Mainly, this deal kicked the can down the road. The PSC, Rocky Mountain and other stakeholders will now undertake a study of costs and benefits that they will deliver in 2020. When that comes out, we’ll be right back fighting this fight again, although perhaps we’ll know more about our future energy mix by then. (The technology to watch is batteries. If solar energy can be captured economically and used later, then people can start thinking about getting off Rocky Mountain’s grid.)

So Gov. Gary Herbert is overselling when he says, “Utah will soon become the first state in the nation to preserve the vital role of our emerging solar industry as it becomes sustainable, without subsidies, in our diversifying energy market.”

Actually, this deal just continues for at least 18 more years the price that existing “net meterers” get for their excess power.

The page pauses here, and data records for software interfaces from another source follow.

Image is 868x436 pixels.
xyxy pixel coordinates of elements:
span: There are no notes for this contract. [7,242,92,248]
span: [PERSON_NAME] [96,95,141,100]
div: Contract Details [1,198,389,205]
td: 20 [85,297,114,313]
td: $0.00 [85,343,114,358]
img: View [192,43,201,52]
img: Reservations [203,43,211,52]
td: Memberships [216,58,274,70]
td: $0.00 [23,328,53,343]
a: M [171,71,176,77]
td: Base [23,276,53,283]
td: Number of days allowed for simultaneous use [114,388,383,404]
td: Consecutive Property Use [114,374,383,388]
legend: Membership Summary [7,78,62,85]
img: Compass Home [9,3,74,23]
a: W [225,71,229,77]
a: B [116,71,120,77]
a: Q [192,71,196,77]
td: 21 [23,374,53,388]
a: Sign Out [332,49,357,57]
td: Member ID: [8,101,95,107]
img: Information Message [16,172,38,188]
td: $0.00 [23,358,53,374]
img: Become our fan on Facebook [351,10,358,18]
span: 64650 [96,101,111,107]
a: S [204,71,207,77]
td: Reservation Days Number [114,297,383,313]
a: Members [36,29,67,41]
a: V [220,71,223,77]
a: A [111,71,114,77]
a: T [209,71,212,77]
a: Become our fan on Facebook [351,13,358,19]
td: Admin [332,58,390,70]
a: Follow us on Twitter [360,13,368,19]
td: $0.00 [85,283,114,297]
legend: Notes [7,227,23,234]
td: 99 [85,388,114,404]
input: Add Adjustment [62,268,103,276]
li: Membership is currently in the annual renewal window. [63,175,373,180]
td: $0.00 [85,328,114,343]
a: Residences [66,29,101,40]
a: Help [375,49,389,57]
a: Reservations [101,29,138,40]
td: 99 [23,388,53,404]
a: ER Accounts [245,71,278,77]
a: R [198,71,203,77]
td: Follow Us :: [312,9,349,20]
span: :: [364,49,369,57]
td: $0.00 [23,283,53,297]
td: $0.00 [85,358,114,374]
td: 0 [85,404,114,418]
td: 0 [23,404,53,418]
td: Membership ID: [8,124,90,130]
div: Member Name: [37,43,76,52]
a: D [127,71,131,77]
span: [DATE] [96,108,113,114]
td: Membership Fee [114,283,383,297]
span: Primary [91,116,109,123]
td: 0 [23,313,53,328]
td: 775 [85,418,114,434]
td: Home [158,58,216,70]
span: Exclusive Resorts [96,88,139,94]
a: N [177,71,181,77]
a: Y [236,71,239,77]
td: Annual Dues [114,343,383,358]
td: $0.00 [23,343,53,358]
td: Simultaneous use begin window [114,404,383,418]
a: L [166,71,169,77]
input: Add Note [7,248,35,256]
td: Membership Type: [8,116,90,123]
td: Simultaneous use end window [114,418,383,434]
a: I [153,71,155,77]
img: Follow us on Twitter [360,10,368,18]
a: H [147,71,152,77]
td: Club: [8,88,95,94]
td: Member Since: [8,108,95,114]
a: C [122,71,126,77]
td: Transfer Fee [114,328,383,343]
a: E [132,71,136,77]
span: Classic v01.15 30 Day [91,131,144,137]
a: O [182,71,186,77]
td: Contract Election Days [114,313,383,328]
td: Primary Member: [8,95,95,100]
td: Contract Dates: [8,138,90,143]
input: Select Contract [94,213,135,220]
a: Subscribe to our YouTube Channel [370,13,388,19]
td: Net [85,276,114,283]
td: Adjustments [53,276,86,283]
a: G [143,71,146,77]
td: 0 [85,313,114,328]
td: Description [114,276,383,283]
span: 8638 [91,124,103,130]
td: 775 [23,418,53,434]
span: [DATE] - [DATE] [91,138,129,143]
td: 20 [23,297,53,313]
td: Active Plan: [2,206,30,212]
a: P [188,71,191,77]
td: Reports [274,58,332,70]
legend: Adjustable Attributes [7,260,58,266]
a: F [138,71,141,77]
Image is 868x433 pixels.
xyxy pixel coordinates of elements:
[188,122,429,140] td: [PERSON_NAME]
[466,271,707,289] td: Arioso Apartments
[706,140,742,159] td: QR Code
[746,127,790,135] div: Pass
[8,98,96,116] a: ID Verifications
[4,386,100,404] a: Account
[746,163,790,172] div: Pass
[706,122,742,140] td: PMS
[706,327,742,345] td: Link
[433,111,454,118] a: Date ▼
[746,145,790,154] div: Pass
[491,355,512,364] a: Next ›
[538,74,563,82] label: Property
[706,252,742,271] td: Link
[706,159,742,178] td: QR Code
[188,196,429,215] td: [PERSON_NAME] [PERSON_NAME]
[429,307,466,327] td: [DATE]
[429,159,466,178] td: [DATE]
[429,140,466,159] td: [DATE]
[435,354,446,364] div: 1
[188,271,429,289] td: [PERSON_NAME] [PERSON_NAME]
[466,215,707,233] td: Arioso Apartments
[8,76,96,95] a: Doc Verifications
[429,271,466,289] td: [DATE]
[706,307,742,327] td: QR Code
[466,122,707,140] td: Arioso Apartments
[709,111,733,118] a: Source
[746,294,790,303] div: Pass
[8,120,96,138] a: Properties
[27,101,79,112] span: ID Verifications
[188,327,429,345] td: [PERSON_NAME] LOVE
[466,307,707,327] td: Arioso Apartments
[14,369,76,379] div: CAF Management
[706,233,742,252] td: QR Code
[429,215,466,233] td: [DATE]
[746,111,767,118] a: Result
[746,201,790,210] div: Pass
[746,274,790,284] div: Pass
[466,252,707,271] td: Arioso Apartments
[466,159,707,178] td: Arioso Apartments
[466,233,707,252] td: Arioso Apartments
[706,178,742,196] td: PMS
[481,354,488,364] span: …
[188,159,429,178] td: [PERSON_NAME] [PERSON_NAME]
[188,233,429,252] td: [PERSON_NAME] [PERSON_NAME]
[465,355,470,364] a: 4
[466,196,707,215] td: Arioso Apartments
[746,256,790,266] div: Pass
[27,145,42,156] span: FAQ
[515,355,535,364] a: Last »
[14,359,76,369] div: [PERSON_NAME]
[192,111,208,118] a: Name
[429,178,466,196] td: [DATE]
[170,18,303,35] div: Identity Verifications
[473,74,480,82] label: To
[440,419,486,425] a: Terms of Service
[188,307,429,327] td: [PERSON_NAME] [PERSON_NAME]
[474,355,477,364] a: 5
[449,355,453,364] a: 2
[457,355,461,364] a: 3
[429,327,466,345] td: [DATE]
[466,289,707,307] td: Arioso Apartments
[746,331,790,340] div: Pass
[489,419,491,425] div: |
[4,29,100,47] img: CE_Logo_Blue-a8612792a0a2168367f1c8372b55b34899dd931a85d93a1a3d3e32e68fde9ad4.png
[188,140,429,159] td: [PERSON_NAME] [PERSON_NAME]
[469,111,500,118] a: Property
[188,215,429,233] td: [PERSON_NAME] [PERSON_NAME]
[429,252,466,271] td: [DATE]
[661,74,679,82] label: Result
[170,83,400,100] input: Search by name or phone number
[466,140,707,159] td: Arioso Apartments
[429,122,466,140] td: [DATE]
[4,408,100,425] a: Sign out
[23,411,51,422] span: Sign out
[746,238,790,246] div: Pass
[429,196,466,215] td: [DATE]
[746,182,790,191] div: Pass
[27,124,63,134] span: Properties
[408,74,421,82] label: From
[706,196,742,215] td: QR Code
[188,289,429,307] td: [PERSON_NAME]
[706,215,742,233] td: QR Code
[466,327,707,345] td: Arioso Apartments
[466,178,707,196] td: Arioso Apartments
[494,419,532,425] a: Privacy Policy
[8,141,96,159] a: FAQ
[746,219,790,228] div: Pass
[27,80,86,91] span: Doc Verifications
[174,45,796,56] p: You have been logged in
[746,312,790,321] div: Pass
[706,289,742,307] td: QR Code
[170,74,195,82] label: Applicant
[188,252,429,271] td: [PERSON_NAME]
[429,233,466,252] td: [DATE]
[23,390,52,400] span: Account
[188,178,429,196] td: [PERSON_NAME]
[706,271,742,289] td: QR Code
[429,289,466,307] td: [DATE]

That was crucial for the rooftop solar companies who sold their customers multi-year deals based on that price. And new net meterers get close to that price, too, at least until 2020, when we’ll hash this out again and perhaps continue the price. (To clarify, Rocky Mountain only reduces solar customers’ bills if they produce excess power. It doesn’t pay them for that power. If the solar customers produce more power than they consume over an entire year, those customers pay nothing for power, and their excess power goes to reduce power bills for low-income customers.)

So is that current price a “subsidy”? It’s about three times what Rocky Mountain pays to buy power elsewhere, although the solar folks can argue legitimately that their excess power can be delivered to their neighbors far cheaper than the juice coming from big power sources hundreds of miles away.

We’re back to more studying because the parties still can’t seem to crunch the numbers in a way that both sides respect. As a result, we still haven’t answered question of whether the power company’s rate structure unwisely holds back solar development, or whether it makes non-solar customers subsidize the solar folks. The preferred structure does neither of those things.

In the meantime, this deal is probably closer to that sweet spot than Rocky Mountain’s original offer, which would have put the rooftop solar industry in a tailspin. Now, that industry has at least bought time.

We wish all parties well in their study. If the results are not widely accepted, it will be three years wasted.